AIM OF THE TASK
Transcribe only part of the material below: the lines from the one containing "What do you" through the one containing "In order to", inclusive, exactly as written.

RECORDS SHOWN
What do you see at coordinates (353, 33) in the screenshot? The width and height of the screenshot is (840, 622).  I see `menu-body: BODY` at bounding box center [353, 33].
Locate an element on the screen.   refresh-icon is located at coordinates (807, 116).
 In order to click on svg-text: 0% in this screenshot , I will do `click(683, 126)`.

==

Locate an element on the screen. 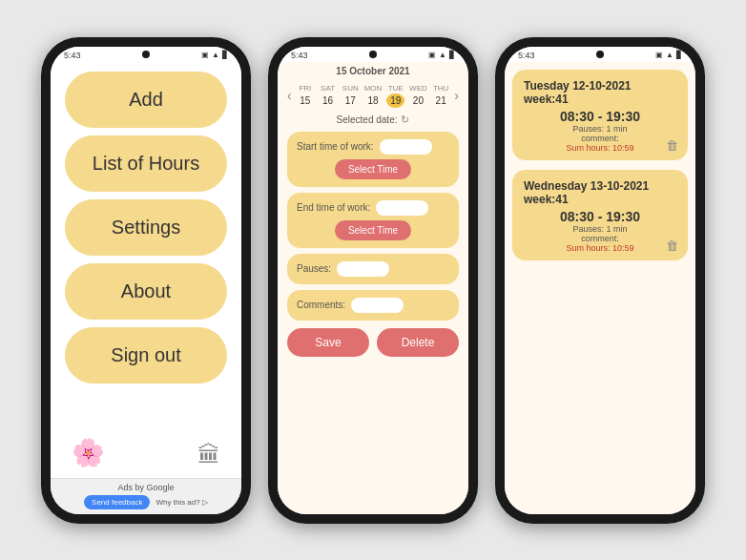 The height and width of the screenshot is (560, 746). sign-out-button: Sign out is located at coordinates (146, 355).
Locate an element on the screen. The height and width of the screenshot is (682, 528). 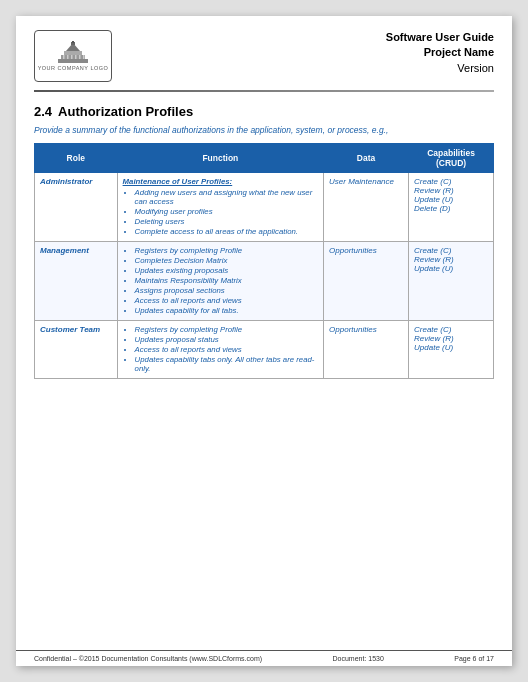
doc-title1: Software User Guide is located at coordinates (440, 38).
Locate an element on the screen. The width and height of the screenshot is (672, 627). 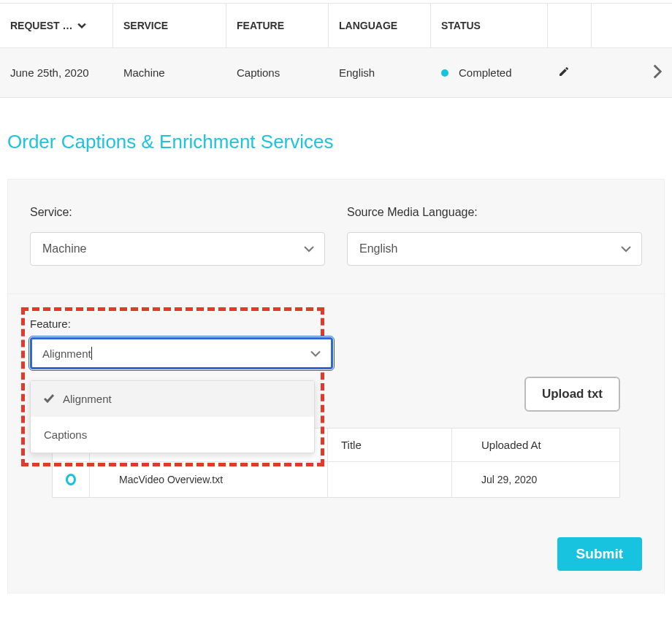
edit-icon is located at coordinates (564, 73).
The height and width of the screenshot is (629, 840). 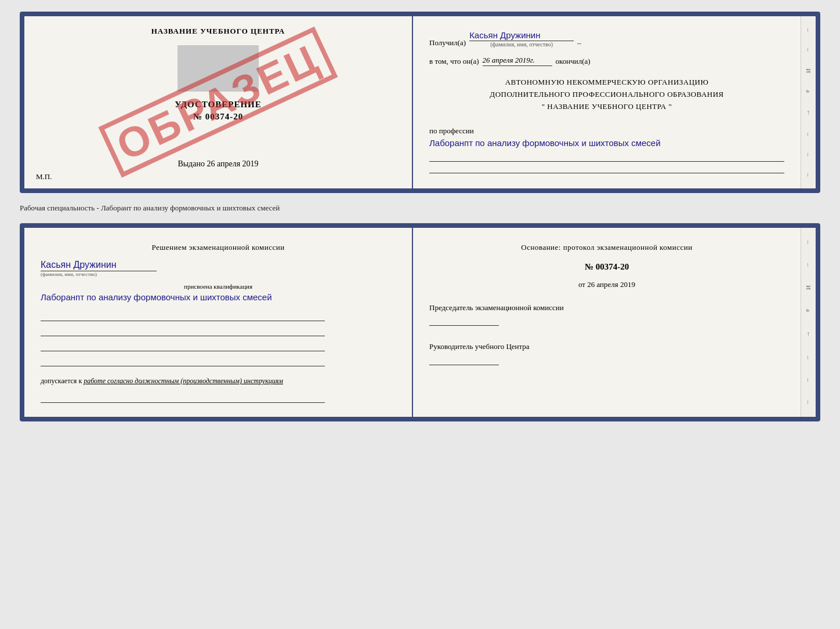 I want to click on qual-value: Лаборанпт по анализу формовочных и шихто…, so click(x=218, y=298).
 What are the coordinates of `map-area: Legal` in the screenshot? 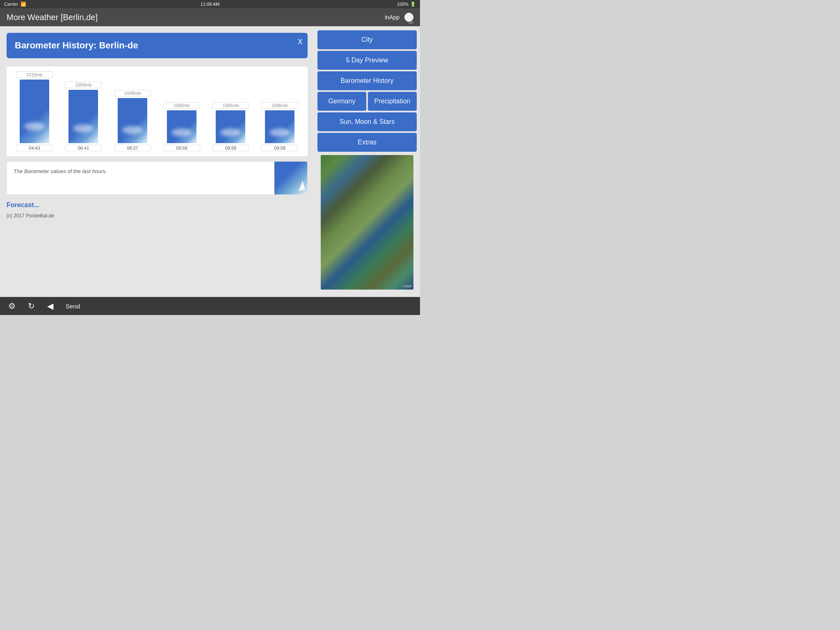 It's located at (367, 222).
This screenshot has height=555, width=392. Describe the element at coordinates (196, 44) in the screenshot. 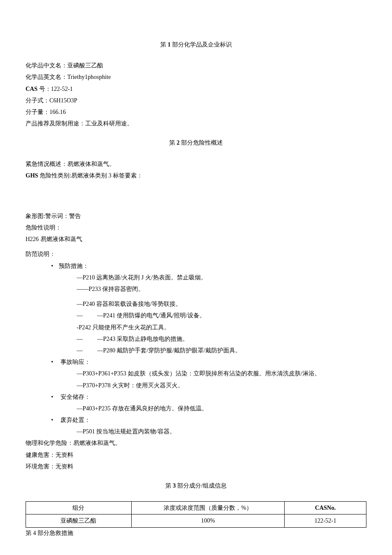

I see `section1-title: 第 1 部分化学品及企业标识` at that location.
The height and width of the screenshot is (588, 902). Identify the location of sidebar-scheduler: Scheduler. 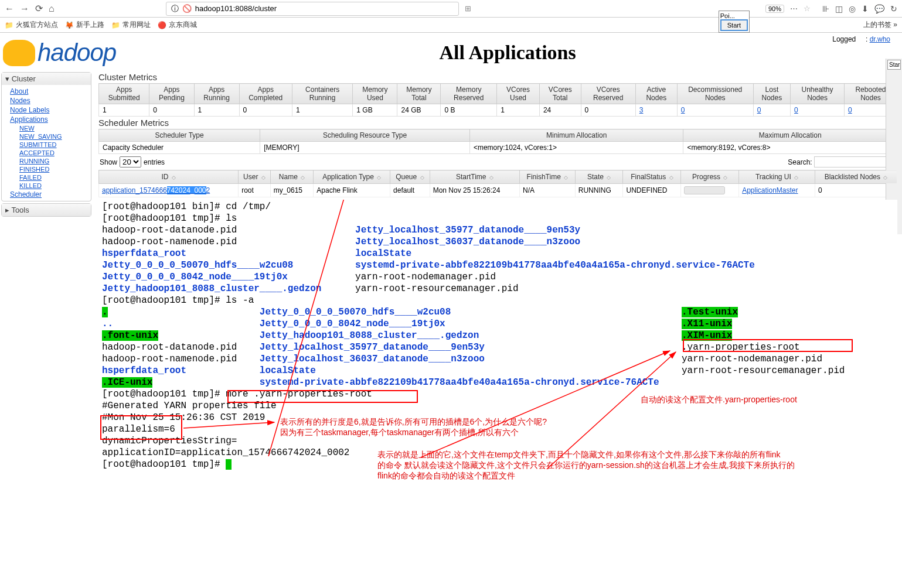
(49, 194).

ANSWER SPACE
What do you see at coordinates (353, 33) in the screenshot? The width and height of the screenshot is (840, 622).  I see `menu-body: BODY` at bounding box center [353, 33].
Locate an element on the screen.   refresh-icon is located at coordinates (807, 116).
 In order to click on svg-text: 0% in this screenshot , I will do `click(683, 126)`.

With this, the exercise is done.